As I looked around the almost empty theater I was saddened by the lack of attendance. It was my only hope that those watching had seen part 1, and had not read the book. I prayed as I watched the movie, asking God to help instill the message of this production in those attending across the country. I asked my Lord to give the viewers the power of empathy that they may feel in their hearts the pain portrayed on the screen. I wanted the audience to experience something that could only come from witnessing the deterioration of something so great that its demise would bring a pain that demanded a call to action in all those watching. I was tempted to address the small crowd, to give voice to my own thoughts, and to beg that they raise their own voices in a call to arms. I wanted to say something that would be carried out of that theatre and shared by everyone in attendance. But I am no orator, no wordsmith that could ever inspire the kind of response I was praying for. My impotence had me leaving the theatre in tears I could not stop, with a feeling that I had failed my great country at a time when every voice of opposition to our current state should take wings and spread the word that our own future was on display in the movie I had just watched. I felt like a coward for not giving flight to my thoughts, for not shouting at the top of my lungs that our future had been written in 1957!
For those who are unfamiliar with Ayn Rand, she escaped the Russian revolutions that seemed to occur back to back in the early 20th century. Before leaving Russia she experienced the violence, the hunger, the confusion, homelessness, and brutality that were the hallmark of the birth of the Soviet Union. Ayn Rand bore witness to the ravages of war, depersonalization, and the loss of individuality that is Communism. Her flight from Hell, as she might put it, landed her in America finding herself ensconced in Hollywood Society where she did script rewrites, and whatever she could to contribute and earn her way with people that included Cecil B DeMille. Ayn Rand found her utopia; it was in the United States, fueled by capitalism, and driven by American individualism and exceptionalism. Rand’s first major writing success came in her 1943 book “The Fountainhead”, but what is considered her greatest literary achievement came in her 1957 tome “Atlas Shrugged”, which brings us back to the subject at hand.
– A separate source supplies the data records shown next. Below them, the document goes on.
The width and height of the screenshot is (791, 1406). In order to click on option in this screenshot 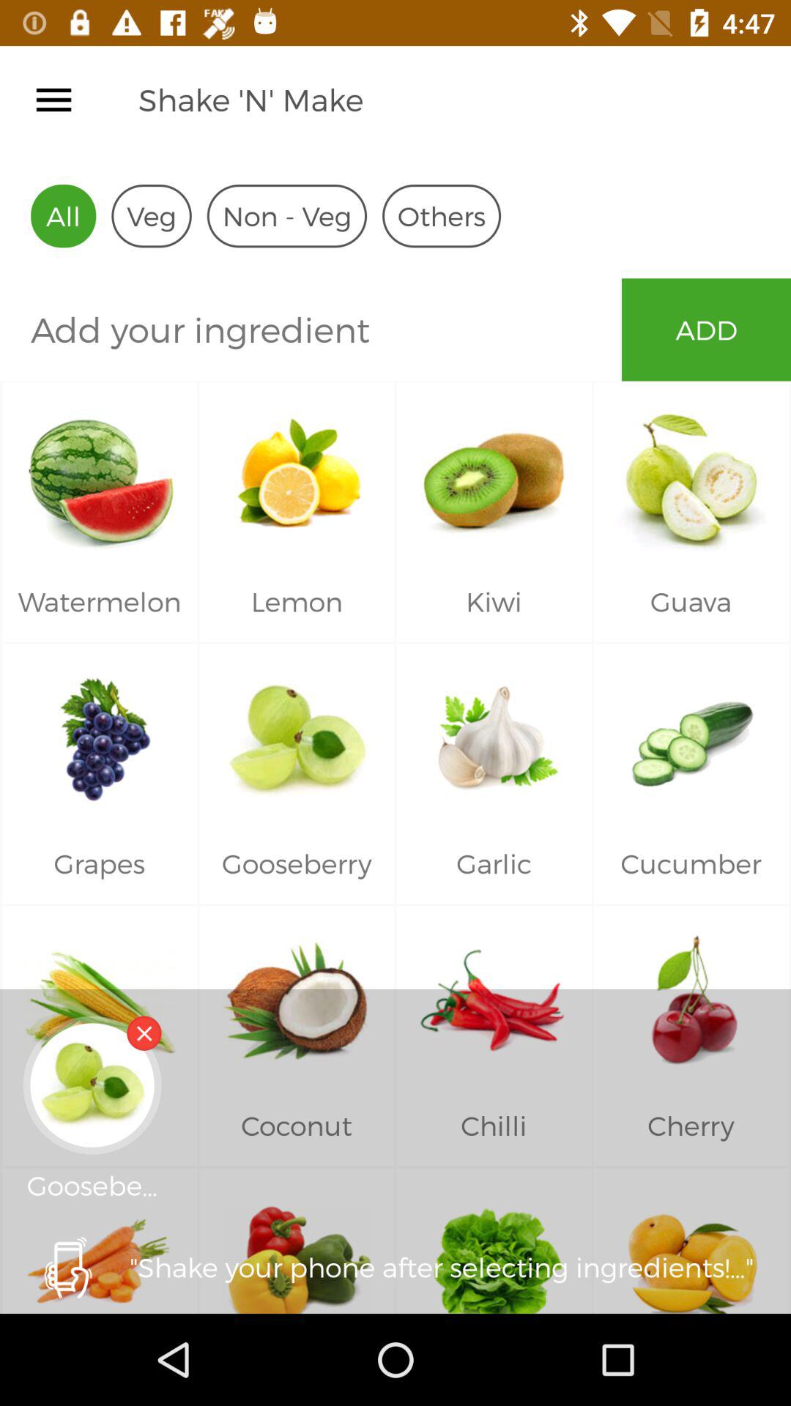, I will do `click(54, 100)`.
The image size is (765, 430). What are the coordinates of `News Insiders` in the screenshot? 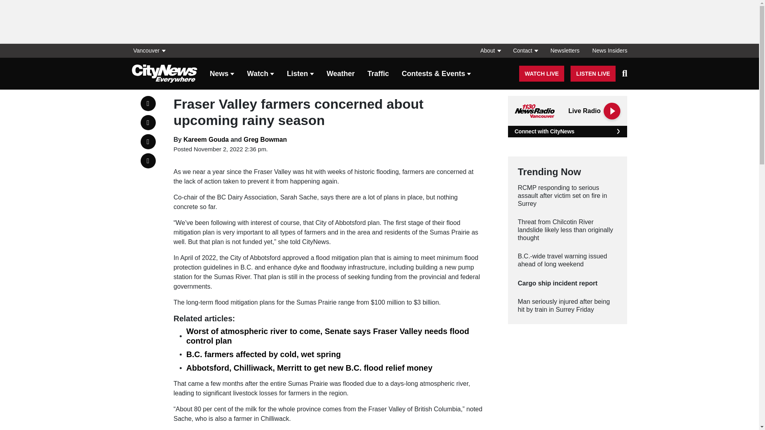 It's located at (607, 51).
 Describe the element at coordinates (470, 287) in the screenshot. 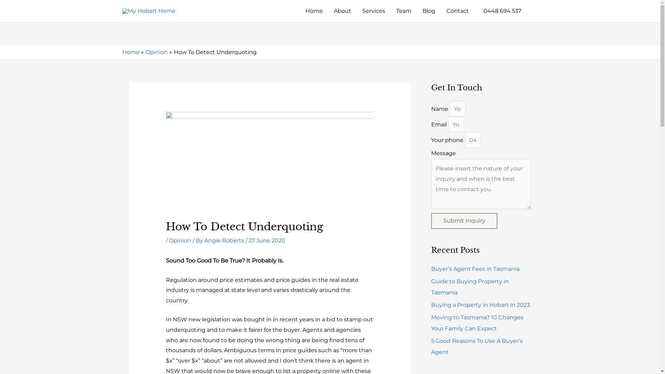

I see `Guide to Buying Property in Tasmania` at that location.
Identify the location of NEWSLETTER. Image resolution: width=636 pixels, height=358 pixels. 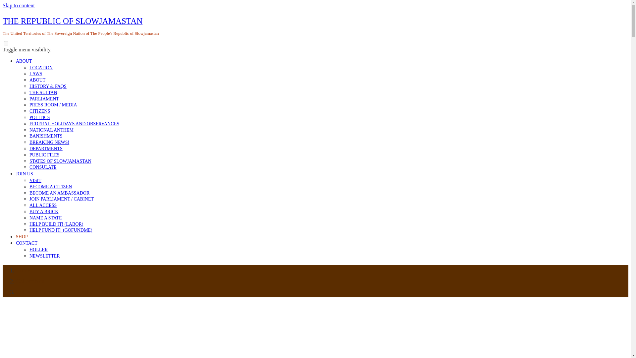
(44, 255).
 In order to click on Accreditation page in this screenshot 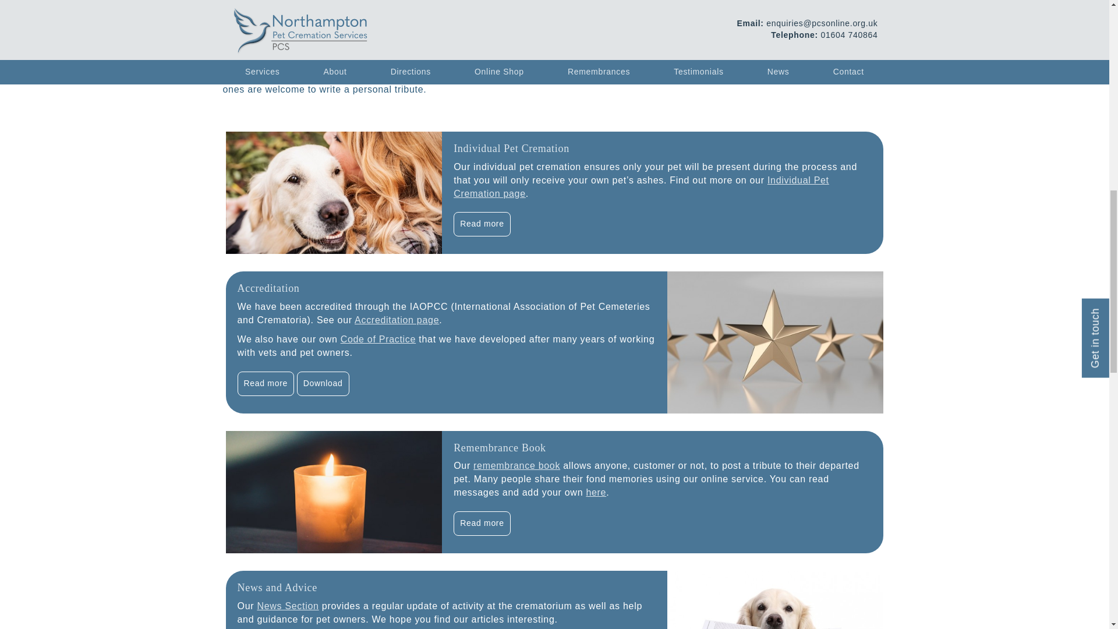, I will do `click(396, 320)`.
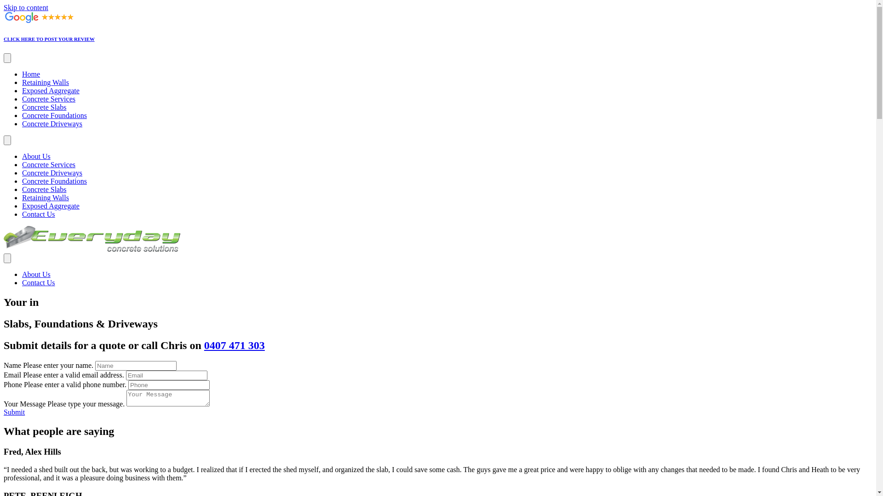 The image size is (883, 496). I want to click on About Us, so click(36, 275).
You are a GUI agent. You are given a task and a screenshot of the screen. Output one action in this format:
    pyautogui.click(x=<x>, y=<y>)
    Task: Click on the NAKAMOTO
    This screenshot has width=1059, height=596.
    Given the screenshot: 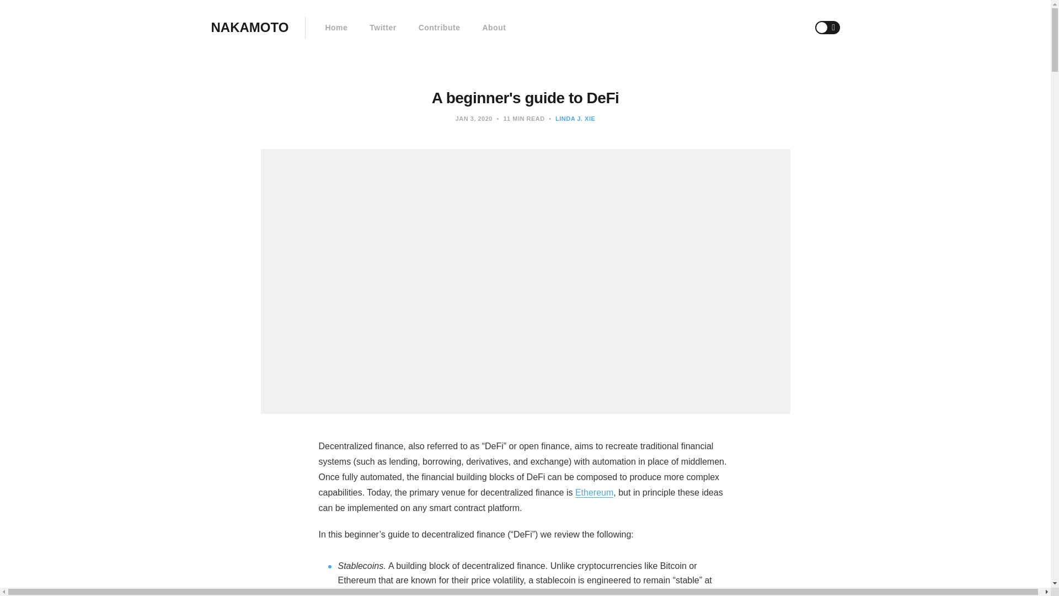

“Atlas Shrugged Part ll” successfully conveys the failure of all that is part of the Obama Agenda. It is a clear display of the internal rot that is the core of socialism and government control of anything beyond the limits so clearly defined in the American Constitution and Bill of Rights. It paints a clear picture of all that is wrong with large government, crony capitalism, and the failure that is always the end result of government control of the marketplace. The dichotomy that is total government control of the marketplace at one end and pure capitalism at the other is presented clearly and concisely by Rand, and is taken to heights others haven’t imagined, or were too frightened to express before. When Obama told every entrepreneur in America that “They didn’t build this!” he was playing a part that Rand had written in more than one book. There is nothing the government can do that can’t be done better and more economically by an entrepreneur that “Didn’t build this!” Anyone with a lifetime experience that is limited to working in government is also limited in the ability to create an entity that is efficient, functional, and profitable. In government there is no need for efficiency, functionality, or ever profitability. When working with money that is taken from the masses there is no concern for those elements in anything that is created. When the money runs out, the government functionary simply applies for more taxes and his shortage is made up. This is the fundamental truth of government, and it is why people stood in line for hours just to purchase a roll of toilet paper during the heady days of Soviet domination of Eastern Europe. It is what Ayn Rand witnessed before her escape to America, and it is the underlying truth in all her writing.
Every voter in America should see “Atlas Shrugged” parts 1 and 2, and then they need to read the book. If they did, there would never be another socialist elected in the United States of America again, in fact it could well spell the demise of the Democrat Party as we know it today.